I don't mean this to sound rude, though I know it will, but this is the literal definition of "argument from ignorance."
You don't use more than two burners, so you don't know why a stove needs more than two.
I personally frequently cook with three or all four burners. Further, there are meals where I might use the two small back burners, and meals where I might use the two large front ones.
I guess you could be describing a need for stoves that came with just two burners, for those who couldn't imagine using more. But, seriously, would you have bought a two-burner model if it had been available, knowing that you might have wished for more even one night a year?
Aor of Indian households when preparing a traditional lunch will have 5-6 items (in the south, particularly in a Brahmin household, you will have one sambhar, one rasam, three vegetable currys, rice, and a fried item usually appalam). This entire meal takes three hours or so to prepare from scratch on my stove (a three burner lpg stove). Two more usable burners will cut this down to about 2 hours
This is not even remotely typical.
The practical reason is that people have different sized pots and pans. I don't want to put my small sauce pan on a large burner that will waste the majority of its heating surface. Similarly, I need a large surface to heat a big pan.
The aesthetic is that a lot of cooktops are combination stove/oven and thus have to be big enough for the oven bit. Once you already have that surface area, you might as well fill it up to make it seem more substantial. A stovetop with room for 4/5 burners will look like the manufacturer skimped out if it has only 2 burners.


Problem statement: In your copy of the data, omit the pictures and keep all else exactly as given.

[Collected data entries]
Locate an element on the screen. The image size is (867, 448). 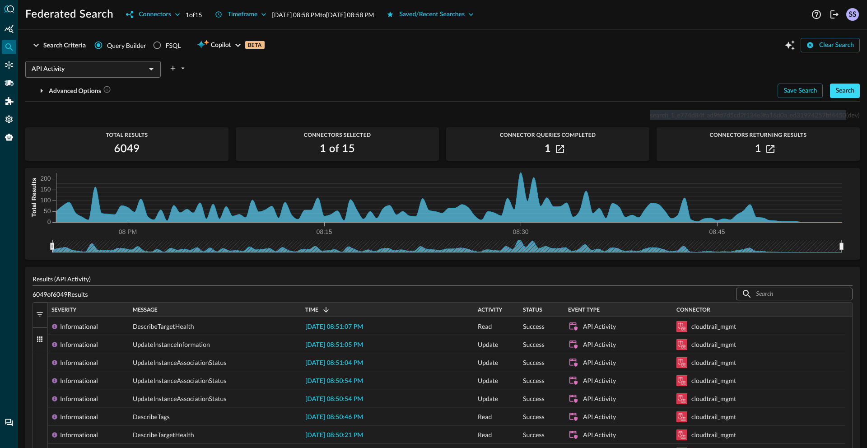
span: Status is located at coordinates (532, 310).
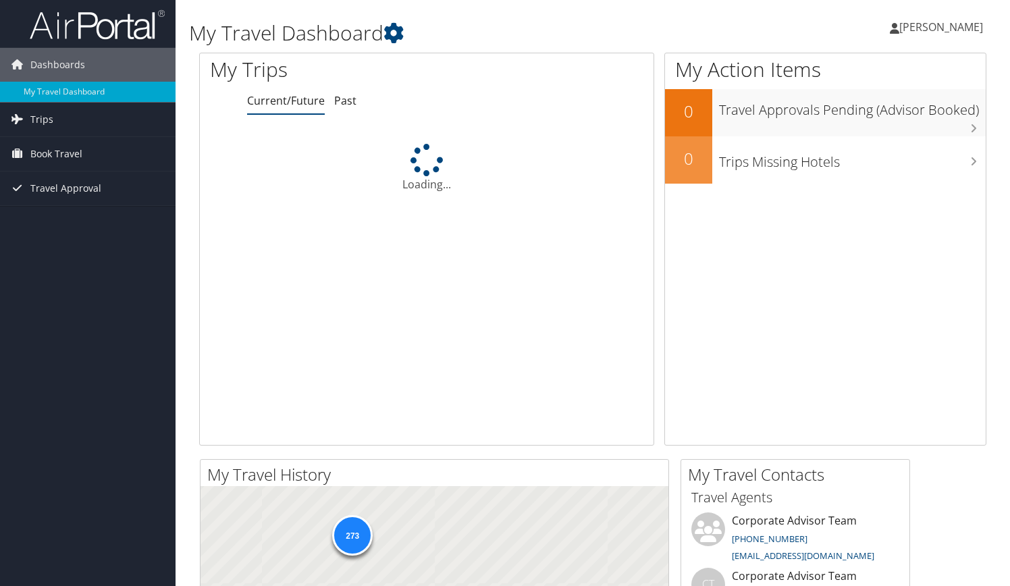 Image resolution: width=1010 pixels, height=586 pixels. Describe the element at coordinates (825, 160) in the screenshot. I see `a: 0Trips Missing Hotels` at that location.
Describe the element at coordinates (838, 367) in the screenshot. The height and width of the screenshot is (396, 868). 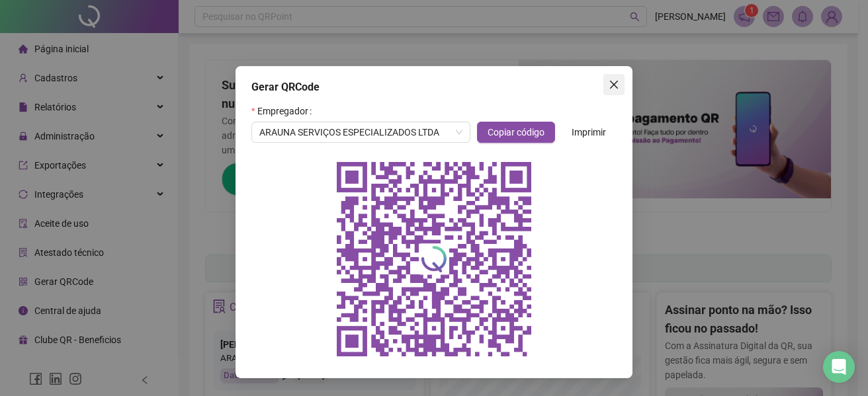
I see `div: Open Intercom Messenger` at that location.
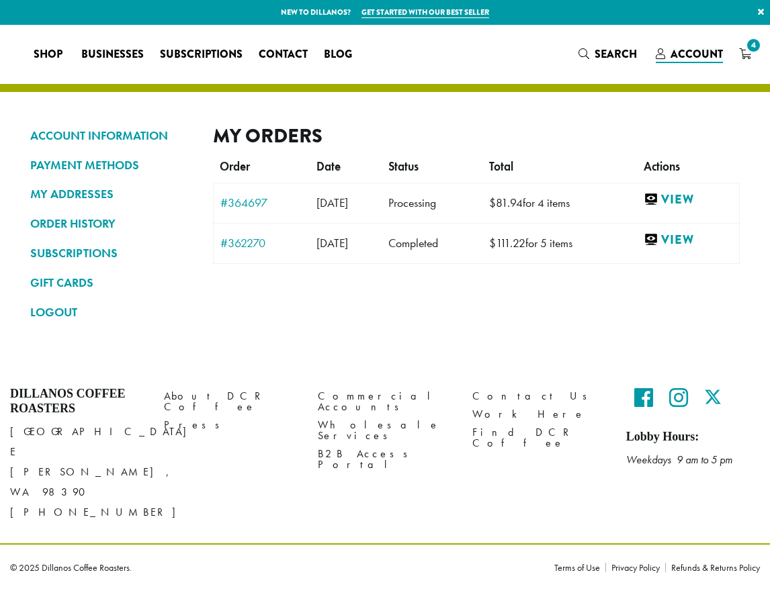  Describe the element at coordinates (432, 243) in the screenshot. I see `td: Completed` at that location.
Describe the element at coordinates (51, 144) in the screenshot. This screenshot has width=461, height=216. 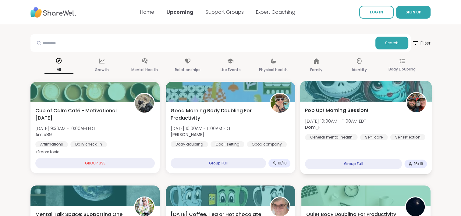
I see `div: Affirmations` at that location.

Reply:
Locate an element on the screen. The image size is (867, 448). 
span: Status is located at coordinates (532, 310).
 Image resolution: width=1010 pixels, height=586 pixels. Describe the element at coordinates (825, 160) in the screenshot. I see `a: 0Trips Missing Hotels` at that location.
Describe the element at coordinates (838, 367) in the screenshot. The height and width of the screenshot is (396, 868). 
I see `div: Open Intercom Messenger` at that location.
  Describe the element at coordinates (432, 243) in the screenshot. I see `td: Completed` at that location.
Describe the element at coordinates (51, 144) in the screenshot. This screenshot has width=461, height=216. 
I see `div: Affirmations` at that location.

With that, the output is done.